Emma Glass’s debut novel Peach was longlisted for the International Dylan Thomas Prize. Rest and Be Thankful, her second novel, was optioned for film in Mrs Jekyll will be published alongside Union Square’s American hardback edition in April, both sharing the same cover design.
Enemy Of My Enemy: A Daredevil Marvel Crime Novel
By Alex Segura
9781368095365 | Hyperion Avenue | PB | £25.00 | OUT NOW
When reports come in that the Kingpin and a police officer have been killed and that Frank Castle (aka the Punisher) has turned himself in for it, Matt Murdock senses holes in the narratives the media and the streets are quick to run with.

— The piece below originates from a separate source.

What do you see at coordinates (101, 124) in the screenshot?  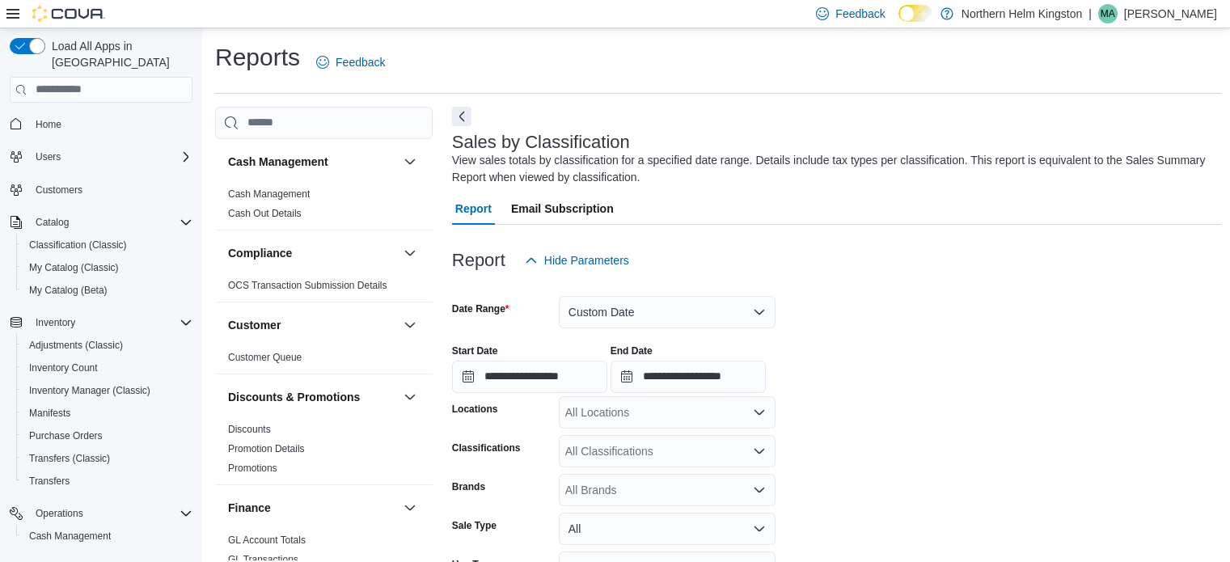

Both criminals have been Matt’s nemeses when he dons the cowl of the Daredevil, and there’s no denying that New York is better off without its Kingpin and with the Punisher behind bars. And yet… while the Punisher is a murderous vigilante, he doesn’t kill cops. And he doesn’t turn himself in.

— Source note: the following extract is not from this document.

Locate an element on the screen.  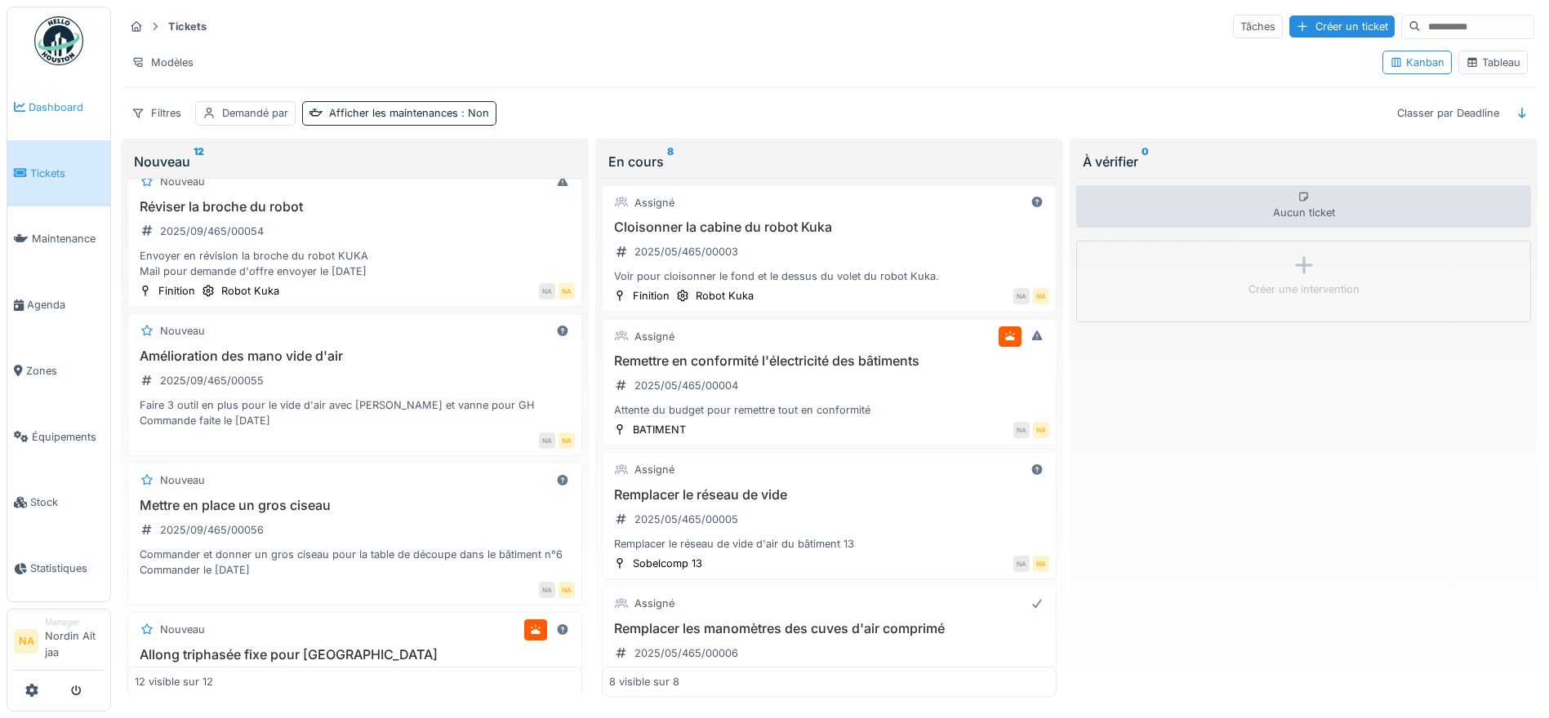
sup: 0 is located at coordinates (1145, 162).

Castle certainly deserves prison for all of the other crimes he has committed in the past. However, Matt’s indominable sense of justice insists that nobody should be locked away for crimes they didn’t actually commit. Representing the vigilante in court, Matt enters a contest of wills and guile with Castle to try and uncover the game beneath the game. And when Matt’s girlfriend takes the stand and complicates matters, there’s truly no rest for the wicked or the just. As the Kingpin’s absence causes passion and and ambitions to run hot in Hell’s Kitchen, Matt must decide if justice means the letter of the law, what’s best for the citizen on the streets, or where his heart leading him. ENEMY OF MY ENEMY continues the Marvel Crime series that began with Lisa Jewell’s Breaking the Dark, and brings fans into a grittier, street-level side of the Marvel Universe. Marvel Crime novels build on one another but do not require in-depth familiarity with Marvel or the other books in the series.
Love Is An Algorithm
By Laura Brooke Robson
9781923058804 | Text Publishing | PB | £11.99 | 31st March 2026
A timely, funny novel about making art, outsourcing our emotions to technology, and writing our own love stories.
Eve wants to make music that’s fuelled by love, passion, and rage (feelings!). She trusts her gut and her friends and in no way wants to rely on technology, let alone AI, to tell her how she feels. Danny is anxious—about his dad, his dating life, his coffee order (why is it twelve dollars?), and about Pattern, the dating app he helped create, which seems determined to serve him terrible matches.
When Eve and Danny start dating, it feels like the solution to all of Danny’s worries—except when it doesn’t. Is she happy? Should he be doing more? Or less? His anxieties inspire him to create a revolutionary new version of Pattern that promises to quantify relationship health and potential, helping users understand what’s really going on.
As Pattern and Bug, the ever-so-friendly AI assistant, catch fire, users everywhere begin outsourcing major life decisions to Danny’s algorithms. But as Danny reckons with his newfound success, Eve — whose career relies on her ability to write her emotions into song — grows increasingly sceptical of the app’s impact on genuine connection. Their relationship becomes the ultimate modern experiment: how do you fall and stay in love in the digital age?